Category Archives: mental illness

Second Chance at a Happy Childhood

Readers often ask how it was possible for me to have children to have a happy home life after everything I’d been through as a child, teenager and young adult and having had a role model like Mother.  I tell them that having children has been for me a second chance to have a happy childhood by giving my children one.  And as for not having a mothering role model, I kind of made one up.  When faced with a question or challenge with my kids, I’d often ask myself what Georgann would do and then… do the opposite.  It’s worked out quite well.  My son Harry graduated from high school this week and my daughter Grace is a delightful middle schooler.

Share

Moccasins of Shame — An Outtake

Sometimes, for the sake of narrative flow, style, character–any number of reasons–a writer has to cut passages in order to make a better book.  As Faulkner said, “Kill your darlings.”  In memoir your darlings are not simply scenes you made up, they are part of your life, part of you.  This passage had to be cut from Chanel and I think it’s a better book for its absence but it doesn’t make it less meaningful for me.  Thanks to the modern miracle of blogging (like the extras section of film dvds) I can share it with you.

Moccasins of Shame

The hospital was bright and clean inside and smelled like a swimming pool. Mother’s room was all bleached white and glowing with sunlight. Her blond hair was pulled back in a bun. Looking at her in the skinny hospital bed, I didn’t think she looked sick at all. She looked beautiful, like a fairy princess.
Mother laughed and smiled and was so happy to see us. Daddy stood against the wall with his arms crossed over his chest, as we climbed up onto the bed to hug her and kiss her. She told us that she got to eat her breakfast in bed and that most nights they showed movies in the dining room after dinner. She told us about a woman she’d met there who had been a famous Olympic diver, but had then dived into a swimming pool with no water in it and now she had problems thinking straight. I wondered aloud why someone would jump into an empty swimming pool in the first place, but Mother said it had been an accident.
Before we left, she gave us each a little pair of moccasins that she had made for us during recreation. I asked what that was, and she said it was a time when everyone at the hospital got to make something with their hands—baskets or pot holders, for example—and that she had decided to make something for us. The moccasins were brown suede and had little beads sewn onto the tops of them—they were so pretty. I told her I loved them. Then a nurse came in and said that visiting hours were over and we kissed Mother good-bye.
“I’ll be home soon,” she promised.
I rode home in the car smiling the whole way with my moccasins on my lap. I told my father that I planned to wear them to school the next day to show everyone. My father said nothing; he just looked out at the road over the steering wheel.
The next day, I pranced into my classroom wearing the moccasins to show everyone how clever my mother was and how much she loved me.
“Look! See?” I said to anyone who would listen.
“Gee,” said Carol Rulnick as I modeled them for her.
“My mom made me these pretty Pocahontas shoes!” I sang.
“Those are nice,” said Tommy Flatto.
“Is your mom an Indian?” asked Phillip Braxton.  He was so dumb.
“Can I try them on?” asked Carol but I pretended I didn’t hear her.  I was crazy in love with those shoes; there was no way I was going to let her.
 I basked in the attention of my classmates and struck a few dramatic foot poses to show my moccasins off to their best advantage.
“Wendy Lawless, you come here this instant,” said my first grade teacher Miss Entus.
“Yes, ma’am,” I said skipping up to her.  I figured she just wanted a better look at my beautiful shoes and maybe to ask me where I got them.  But she didn’t.  She took her glasses off and stuck her hands on her hips.
“Wendy, I am appalled that your parents would allow you to wear bedroom slippers to school.”  She looked down at me sternly. 
“But…” I said. 
Until this moment I had loved Miss Entus with all my heart.  She was thin and blonde like my mother and she gave us lollipops during the spelling test.
“I’m afraid that it’s against school rules,” she said folding her arms across her chest.
I wanted to tell her that they weren’t bedroom slippers and that my mom had made them for me, that she had sewn the little beads on herself.
“You go to the office right now and you tell them that you are to be sent home,” Miss Entus said.
“But…” I tried again.
She pointed to the door.  I looked down at my feet, heartbroken.  There was hush as I walked out of the classroom and down to the office to wait for my father.  
Apparently no one had told Miss Entus that my moccasins had been hand-made by my crazy mom during her recreation period at the loony bin. 


Share

Georgann Rea: “He’s gaslighting me!” From Chanel Bonfire

“Gaslight”, 1944, with Charles Boyer as the evil character trying to drive his wealthy, beautiful but fragile wife (Ingrid Bergman) insane. 


A movie title that Mother turned into a verb when she felt someone – a perceived enemy/tormentor – was out to get her. Which was often.  “She’s gaslighting me!”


● WHAT THE TASK ASKS
Among the entries, find the lines with the string "plot" and report them.
····················
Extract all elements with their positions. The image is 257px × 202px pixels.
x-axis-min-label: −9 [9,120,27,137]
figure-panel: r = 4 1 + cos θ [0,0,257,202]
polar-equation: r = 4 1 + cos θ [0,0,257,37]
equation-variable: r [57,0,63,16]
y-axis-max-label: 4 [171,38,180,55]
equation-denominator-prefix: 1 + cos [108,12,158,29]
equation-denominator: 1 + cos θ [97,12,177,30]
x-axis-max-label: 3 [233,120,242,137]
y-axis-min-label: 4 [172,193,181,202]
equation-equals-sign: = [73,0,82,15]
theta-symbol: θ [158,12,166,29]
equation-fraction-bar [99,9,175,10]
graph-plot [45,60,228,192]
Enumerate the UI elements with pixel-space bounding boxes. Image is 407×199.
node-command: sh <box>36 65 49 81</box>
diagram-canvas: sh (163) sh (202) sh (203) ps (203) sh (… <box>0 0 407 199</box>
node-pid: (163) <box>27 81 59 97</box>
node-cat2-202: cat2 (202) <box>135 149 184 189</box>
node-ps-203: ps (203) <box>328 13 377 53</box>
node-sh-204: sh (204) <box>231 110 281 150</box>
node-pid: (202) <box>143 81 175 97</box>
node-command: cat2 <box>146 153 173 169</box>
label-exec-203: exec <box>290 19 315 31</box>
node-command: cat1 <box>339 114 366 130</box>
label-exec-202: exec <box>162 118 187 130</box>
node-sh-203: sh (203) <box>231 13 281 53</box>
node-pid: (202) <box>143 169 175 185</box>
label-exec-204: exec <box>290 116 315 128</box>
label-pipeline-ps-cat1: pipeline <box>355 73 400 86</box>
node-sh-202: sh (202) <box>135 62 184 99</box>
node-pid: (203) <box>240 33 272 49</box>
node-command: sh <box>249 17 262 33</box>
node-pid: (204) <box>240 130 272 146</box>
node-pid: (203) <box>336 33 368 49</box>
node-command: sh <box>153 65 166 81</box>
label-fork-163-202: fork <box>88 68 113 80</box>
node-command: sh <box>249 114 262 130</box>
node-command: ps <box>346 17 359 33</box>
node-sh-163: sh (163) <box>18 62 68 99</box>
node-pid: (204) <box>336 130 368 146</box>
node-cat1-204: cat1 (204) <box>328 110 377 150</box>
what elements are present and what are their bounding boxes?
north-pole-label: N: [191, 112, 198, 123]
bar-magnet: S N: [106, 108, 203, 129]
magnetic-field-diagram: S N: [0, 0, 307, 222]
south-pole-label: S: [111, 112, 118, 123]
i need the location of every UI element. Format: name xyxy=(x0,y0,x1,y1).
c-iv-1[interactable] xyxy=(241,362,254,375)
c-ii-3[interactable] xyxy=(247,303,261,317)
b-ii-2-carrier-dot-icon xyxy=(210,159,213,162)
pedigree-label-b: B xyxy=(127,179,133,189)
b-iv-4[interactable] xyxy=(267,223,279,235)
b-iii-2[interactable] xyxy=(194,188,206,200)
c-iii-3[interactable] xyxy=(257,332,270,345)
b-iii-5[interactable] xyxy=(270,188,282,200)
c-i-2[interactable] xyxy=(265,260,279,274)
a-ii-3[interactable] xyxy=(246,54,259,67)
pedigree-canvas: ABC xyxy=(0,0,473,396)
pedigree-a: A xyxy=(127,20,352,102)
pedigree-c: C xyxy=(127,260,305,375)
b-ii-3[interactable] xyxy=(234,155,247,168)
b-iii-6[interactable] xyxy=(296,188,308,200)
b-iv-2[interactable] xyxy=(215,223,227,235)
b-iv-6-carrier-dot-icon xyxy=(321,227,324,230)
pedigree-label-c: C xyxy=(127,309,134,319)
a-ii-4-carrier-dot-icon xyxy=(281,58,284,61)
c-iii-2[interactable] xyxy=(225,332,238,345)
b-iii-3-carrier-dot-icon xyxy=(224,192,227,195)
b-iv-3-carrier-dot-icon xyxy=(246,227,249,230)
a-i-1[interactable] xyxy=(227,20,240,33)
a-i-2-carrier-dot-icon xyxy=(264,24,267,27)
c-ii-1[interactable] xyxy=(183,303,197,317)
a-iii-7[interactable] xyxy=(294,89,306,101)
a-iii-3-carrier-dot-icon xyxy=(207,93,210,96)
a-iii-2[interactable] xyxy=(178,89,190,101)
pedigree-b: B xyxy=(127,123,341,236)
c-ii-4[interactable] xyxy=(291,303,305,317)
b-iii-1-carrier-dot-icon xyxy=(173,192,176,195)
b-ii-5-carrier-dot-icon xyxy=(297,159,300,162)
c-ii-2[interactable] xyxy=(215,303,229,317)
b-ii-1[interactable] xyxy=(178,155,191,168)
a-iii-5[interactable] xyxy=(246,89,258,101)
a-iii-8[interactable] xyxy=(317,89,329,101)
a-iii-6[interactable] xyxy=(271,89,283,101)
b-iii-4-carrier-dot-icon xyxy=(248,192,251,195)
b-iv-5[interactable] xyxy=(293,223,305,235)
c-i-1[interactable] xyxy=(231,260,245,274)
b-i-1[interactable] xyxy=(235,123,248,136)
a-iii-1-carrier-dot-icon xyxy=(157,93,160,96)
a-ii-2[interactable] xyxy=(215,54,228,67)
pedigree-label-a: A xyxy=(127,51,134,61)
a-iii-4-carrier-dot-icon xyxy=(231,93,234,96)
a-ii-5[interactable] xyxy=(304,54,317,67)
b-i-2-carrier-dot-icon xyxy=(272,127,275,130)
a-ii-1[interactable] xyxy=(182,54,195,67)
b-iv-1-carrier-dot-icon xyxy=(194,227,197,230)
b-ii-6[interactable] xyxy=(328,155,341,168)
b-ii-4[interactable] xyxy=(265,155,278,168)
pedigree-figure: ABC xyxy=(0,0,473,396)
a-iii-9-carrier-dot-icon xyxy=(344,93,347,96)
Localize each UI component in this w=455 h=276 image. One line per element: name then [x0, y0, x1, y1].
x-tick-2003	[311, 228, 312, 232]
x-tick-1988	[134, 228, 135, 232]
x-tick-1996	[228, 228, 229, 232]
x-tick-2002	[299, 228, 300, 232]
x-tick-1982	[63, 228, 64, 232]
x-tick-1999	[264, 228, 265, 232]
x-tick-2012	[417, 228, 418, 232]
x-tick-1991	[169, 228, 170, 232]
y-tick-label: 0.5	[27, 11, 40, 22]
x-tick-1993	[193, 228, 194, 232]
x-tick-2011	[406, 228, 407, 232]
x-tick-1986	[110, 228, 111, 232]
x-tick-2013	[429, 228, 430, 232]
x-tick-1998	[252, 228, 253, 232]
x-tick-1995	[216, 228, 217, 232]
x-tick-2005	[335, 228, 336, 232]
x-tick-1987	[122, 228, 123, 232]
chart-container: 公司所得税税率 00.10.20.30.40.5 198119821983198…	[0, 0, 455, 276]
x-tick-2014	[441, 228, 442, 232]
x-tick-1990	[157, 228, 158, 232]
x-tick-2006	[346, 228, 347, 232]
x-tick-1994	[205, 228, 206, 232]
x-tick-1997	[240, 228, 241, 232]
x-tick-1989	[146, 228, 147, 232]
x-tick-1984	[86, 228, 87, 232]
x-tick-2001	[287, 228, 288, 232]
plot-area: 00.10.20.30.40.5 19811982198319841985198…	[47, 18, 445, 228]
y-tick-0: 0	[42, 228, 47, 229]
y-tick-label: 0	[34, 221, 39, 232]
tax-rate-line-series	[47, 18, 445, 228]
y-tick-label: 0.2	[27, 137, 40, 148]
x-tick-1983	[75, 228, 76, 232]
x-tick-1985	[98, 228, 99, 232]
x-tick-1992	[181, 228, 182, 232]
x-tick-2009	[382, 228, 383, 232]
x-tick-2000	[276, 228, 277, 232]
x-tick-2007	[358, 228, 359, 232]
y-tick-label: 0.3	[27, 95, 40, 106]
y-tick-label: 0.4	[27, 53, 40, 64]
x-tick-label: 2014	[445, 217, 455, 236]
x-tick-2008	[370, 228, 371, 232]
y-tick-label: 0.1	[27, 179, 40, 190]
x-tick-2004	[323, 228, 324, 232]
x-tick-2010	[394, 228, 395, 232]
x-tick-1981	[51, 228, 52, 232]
····················
● RESULT FOR THIS EXERCISE
graph-plot [45,60,228,192]
plot-area: 00.10.20.30.40.5 19811982198319841985198…	[47, 18, 445, 228]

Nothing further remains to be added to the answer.